Standard D&D campaign setup: orcs are here, fiends are usually elsewhere, and only rarely able to make incursions. If your campaign has the fiends here, I submit that you may just be using them as substitute orcs.
I submit that you have your position backwards: that orcs have
classically held the place of demons.
As far as "standard D&D setup" goes that's a weak argument. Since I can't think of an official campaign in recent years (lets say, the last decade) where orcs were innately evil. As bad guys? As bad guys whose motivations we never analyzed? Sure. I don't think that's the same as saying they're born evil though.
De gustibus non est disputandum, but what I'm getting at is that the line you're drawing is kind of arbitrary, especially since you accept that other kinds of creature can be innately evil. Somebody else might just as easily draw the line elsewhere. Why are orcs on the "not innately evil" side of the line? Why are/aren't giants? Dragons? Undead? And so on.
Of course there's no accounting for taste. And certainly someone
could draw the line elsewhere. In none of my statements have I not prefaced my comments with "I think..." or "IMO..." or "My preference is..."
My orcs are not innately evil because I find it more interesting for them not to be. It makes more sense to me that a mortal race, requiring food, rest, companionship and all the other functions of the flesh would have rationalized motivations for seeking the things they need, just like anyone else. Immortal races that do not require food (or require vast quantities or unique foods) do not require rest or companionship therefore do not play by the same rules. They have no
needs driving their actions, only
wants. Orcs may do what is perceived as evil only because their goals, values and needs conflict with ours.
In case you were asking, IMO:
Giants aren't innately evil for the same reason, they're just big humanoids.
Undead are by-and-large non-sentient. The few that are (and I stress few) are usually created via black magic that corrupts the mind/body/soul. Some undead may fight against this, but the "cure" for their corruption is usually final death.
Dragons walk the line because they are nearly immortal, but have all the same physical needs as a mortal, just 100 fold. Dragons gravitate toward ideological extremes as they age. As their perspective disconnects from mortality.
I've already gone through and addressed this with all the races in my setting.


• [What you are asked to do] Retype all of the data. Every line must match exactly.

• [Data records]
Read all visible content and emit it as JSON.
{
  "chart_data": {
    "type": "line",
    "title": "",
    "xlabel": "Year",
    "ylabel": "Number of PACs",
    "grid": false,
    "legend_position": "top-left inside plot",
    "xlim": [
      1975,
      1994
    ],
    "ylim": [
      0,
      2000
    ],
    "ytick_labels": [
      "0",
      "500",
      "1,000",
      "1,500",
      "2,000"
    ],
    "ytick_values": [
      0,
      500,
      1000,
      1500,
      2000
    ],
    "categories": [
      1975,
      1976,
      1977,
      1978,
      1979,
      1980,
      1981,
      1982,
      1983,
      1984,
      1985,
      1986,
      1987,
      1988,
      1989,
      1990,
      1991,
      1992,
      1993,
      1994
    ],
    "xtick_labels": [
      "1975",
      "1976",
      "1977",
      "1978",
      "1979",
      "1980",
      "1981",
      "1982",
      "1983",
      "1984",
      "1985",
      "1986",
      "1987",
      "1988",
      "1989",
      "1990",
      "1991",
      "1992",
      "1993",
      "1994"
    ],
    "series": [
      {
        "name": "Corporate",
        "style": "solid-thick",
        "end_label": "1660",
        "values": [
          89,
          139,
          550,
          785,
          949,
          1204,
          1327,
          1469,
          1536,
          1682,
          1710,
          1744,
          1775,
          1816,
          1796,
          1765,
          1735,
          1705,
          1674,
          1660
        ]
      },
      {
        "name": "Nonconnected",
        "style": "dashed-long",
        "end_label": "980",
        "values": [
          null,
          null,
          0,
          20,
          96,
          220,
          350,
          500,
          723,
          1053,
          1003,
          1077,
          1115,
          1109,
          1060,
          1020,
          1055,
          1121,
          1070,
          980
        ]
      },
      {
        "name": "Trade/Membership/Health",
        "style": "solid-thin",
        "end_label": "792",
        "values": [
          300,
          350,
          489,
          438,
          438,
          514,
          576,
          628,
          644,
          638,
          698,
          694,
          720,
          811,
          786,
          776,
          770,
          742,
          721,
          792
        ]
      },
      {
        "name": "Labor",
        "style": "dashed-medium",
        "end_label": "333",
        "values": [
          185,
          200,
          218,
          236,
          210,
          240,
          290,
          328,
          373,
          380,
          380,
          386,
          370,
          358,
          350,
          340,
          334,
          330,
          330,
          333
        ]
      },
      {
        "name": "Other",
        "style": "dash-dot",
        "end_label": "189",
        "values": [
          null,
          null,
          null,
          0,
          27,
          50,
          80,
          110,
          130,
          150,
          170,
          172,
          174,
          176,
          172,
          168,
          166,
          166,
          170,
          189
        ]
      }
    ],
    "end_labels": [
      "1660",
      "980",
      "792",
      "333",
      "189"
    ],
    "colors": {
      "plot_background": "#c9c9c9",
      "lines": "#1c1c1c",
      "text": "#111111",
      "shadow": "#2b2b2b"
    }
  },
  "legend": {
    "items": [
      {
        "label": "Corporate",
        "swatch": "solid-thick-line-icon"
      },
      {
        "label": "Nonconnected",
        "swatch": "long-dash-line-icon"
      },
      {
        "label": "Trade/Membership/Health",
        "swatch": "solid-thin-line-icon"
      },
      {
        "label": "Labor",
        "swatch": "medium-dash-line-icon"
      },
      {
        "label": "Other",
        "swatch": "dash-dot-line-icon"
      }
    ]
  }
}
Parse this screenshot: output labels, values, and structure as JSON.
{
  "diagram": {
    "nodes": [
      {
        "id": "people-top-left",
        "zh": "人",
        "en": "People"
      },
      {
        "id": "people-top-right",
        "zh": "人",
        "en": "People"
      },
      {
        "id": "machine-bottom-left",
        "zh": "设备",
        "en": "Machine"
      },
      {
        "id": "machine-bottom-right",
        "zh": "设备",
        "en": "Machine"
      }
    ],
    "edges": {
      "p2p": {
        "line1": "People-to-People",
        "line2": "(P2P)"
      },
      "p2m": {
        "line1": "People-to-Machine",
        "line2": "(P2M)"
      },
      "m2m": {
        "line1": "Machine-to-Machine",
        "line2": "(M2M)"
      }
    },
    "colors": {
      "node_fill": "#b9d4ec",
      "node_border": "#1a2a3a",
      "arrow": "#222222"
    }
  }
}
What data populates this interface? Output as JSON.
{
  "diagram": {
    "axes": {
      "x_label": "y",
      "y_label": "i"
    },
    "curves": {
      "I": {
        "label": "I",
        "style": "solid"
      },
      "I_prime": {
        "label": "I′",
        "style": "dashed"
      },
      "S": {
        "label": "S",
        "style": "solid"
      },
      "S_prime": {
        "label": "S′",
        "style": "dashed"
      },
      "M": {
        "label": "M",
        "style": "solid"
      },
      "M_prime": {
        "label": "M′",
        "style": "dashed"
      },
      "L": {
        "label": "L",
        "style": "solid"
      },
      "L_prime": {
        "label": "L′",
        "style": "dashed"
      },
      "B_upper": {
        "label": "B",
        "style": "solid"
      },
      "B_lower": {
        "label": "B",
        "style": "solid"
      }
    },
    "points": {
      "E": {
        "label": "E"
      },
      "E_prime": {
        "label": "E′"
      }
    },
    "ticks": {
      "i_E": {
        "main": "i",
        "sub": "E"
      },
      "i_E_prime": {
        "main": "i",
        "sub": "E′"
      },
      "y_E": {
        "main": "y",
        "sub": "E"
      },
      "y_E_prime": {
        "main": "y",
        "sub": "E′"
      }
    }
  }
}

• [Exercise response]
Read all visible content and emit it as JSON.
{
  "chart_data": {
    "type": "line",
    "title": "",
    "xlabel": "Year",
    "ylabel": "Number of PACs",
    "grid": false,
    "legend_position": "top-left inside plot",
    "xlim": [
      1975,
      1994
    ],
    "ylim": [
      0,
      2000
    ],
    "ytick_labels": [
      "0",
      "500",
      "1,000",
      "1,500",
      "2,000"
    ],
    "ytick_values": [
      0,
      500,
      1000,
      1500,
      2000
    ],
    "categories": [
      1975,
      1976,
      1977,
      1978,
      1979,
      1980,
      1981,
      1982,
      1983,
      1984,
      1985,
      1986,
      1987,
      1988,
      1989,
      1990,
      1991,
      1992,
      1993,
      1994
    ],
    "xtick_labels": [
      "1975",
      "1976",
      "1977",
      "1978",
      "1979",
      "1980",
      "1981",
      "1982",
      "1983",
      "1984",
      "1985",
      "1986",
      "1987",
      "1988",
      "1989",
      "1990",
      "1991",
      "1992",
      "1993",
      "1994"
    ],
    "series": [
      {
        "name": "Corporate",
        "style": "solid-thick",
        "end_label": "1660",
        "values": [
          89,
          139,
          550,
          785,
          949,
          1204,
          1327,
          1469,
          1536,
          1682,
          1710,
          1744,
          1775,
          1816,
          1796,
          1765,
          1735,
          1705,
          1674,
          1660
        ]
      },
      {
        "name": "Nonconnected",
        "style": "dashed-long",
        "end_label": "980",
        "values": [
          null,
          null,
          0,
          20,
          96,
          220,
          350,
          500,
          723,
          1053,
          1003,
          1077,
          1115,
          1109,
          1060,
          1020,
          1055,
          1121,
          1070,
          980
        ]
      },
      {
        "name": "Trade/Membership/Health",
        "style": "solid-thin",
        "end_label": "792",
        "values": [
          300,
          350,
          489,
          438,
          438,
          514,
          576,
          628,
          644,
          638,
          698,
          694,
          720,
          811,
          786,
          776,
          770,
          742,
          721,
          792
        ]
      },
      {
        "name": "Labor",
        "style": "dashed-medium",
        "end_label": "333",
        "values": [
          185,
          200,
          218,
          236,
          210,
          240,
          290,
          328,
          373,
          380,
          380,
          386,
          370,
          358,
          350,
          340,
          334,
          330,
          330,
          333
        ]
      },
      {
        "name": "Other",
        "style": "dash-dot",
        "end_label": "189",
        "values": [
          null,
          null,
          null,
          0,
          27,
          50,
          80,
          110,
          130,
          150,
          170,
          172,
          174,
          176,
          172,
          168,
          166,
          166,
          170,
          189
        ]
      }
    ],
    "end_labels": [
      "1660",
      "980",
      "792",
      "333",
      "189"
    ],
    "colors": {
      "plot_background": "#c9c9c9",
      "lines": "#1c1c1c",
      "text": "#111111",
      "shadow": "#2b2b2b"
    }
  },
  "legend": {
    "items": [
      {
        "label": "Corporate",
        "swatch": "solid-thick-line-icon"
      },
      {
        "label": "Nonconnected",
        "swatch": "long-dash-line-icon"
      },
      {
        "label": "Trade/Membership/Health",
        "swatch": "solid-thin-line-icon"
      },
      {
        "label": "Labor",
        "swatch": "medium-dash-line-icon"
      },
      {
        "label": "Other",
        "swatch": "dash-dot-line-icon"
      }
    ]
  }
}
Parse this screenshot: output labels, values, and structure as JSON.
{
  "diagram": {
    "nodes": [
      {
        "id": "people-top-left",
        "zh": "人",
        "en": "People"
      },
      {
        "id": "people-top-right",
        "zh": "人",
        "en": "People"
      },
      {
        "id": "machine-bottom-left",
        "zh": "设备",
        "en": "Machine"
      },
      {
        "id": "machine-bottom-right",
        "zh": "设备",
        "en": "Machine"
      }
    ],
    "edges": {
      "p2p": {
        "line1": "People-to-People",
        "line2": "(P2P)"
      },
      "p2m": {
        "line1": "People-to-Machine",
        "line2": "(P2M)"
      },
      "m2m": {
        "line1": "Machine-to-Machine",
        "line2": "(M2M)"
      }
    },
    "colors": {
      "node_fill": "#b9d4ec",
      "node_border": "#1a2a3a",
      "arrow": "#222222"
    }
  }
}
What data populates this interface? Output as JSON.
{
  "diagram": {
    "axes": {
      "x_label": "y",
      "y_label": "i"
    },
    "curves": {
      "I": {
        "label": "I",
        "style": "solid"
      },
      "I_prime": {
        "label": "I′",
        "style": "dashed"
      },
      "S": {
        "label": "S",
        "style": "solid"
      },
      "S_prime": {
        "label": "S′",
        "style": "dashed"
      },
      "M": {
        "label": "M",
        "style": "solid"
      },
      "M_prime": {
        "label": "M′",
        "style": "dashed"
      },
      "L": {
        "label": "L",
        "style": "solid"
      },
      "L_prime": {
        "label": "L′",
        "style": "dashed"
      },
      "B_upper": {
        "label": "B",
        "style": "solid"
      },
      "B_lower": {
        "label": "B",
        "style": "solid"
      }
    },
    "points": {
      "E": {
        "label": "E"
      },
      "E_prime": {
        "label": "E′"
      }
    },
    "ticks": {
      "i_E": {
        "main": "i",
        "sub": "E"
      },
      "i_E_prime": {
        "main": "i",
        "sub": "E′"
      },
      "y_E": {
        "main": "y",
        "sub": "E"
      },
      "y_E_prime": {
        "main": "y",
        "sub": "E′"
      }
    }
  }
}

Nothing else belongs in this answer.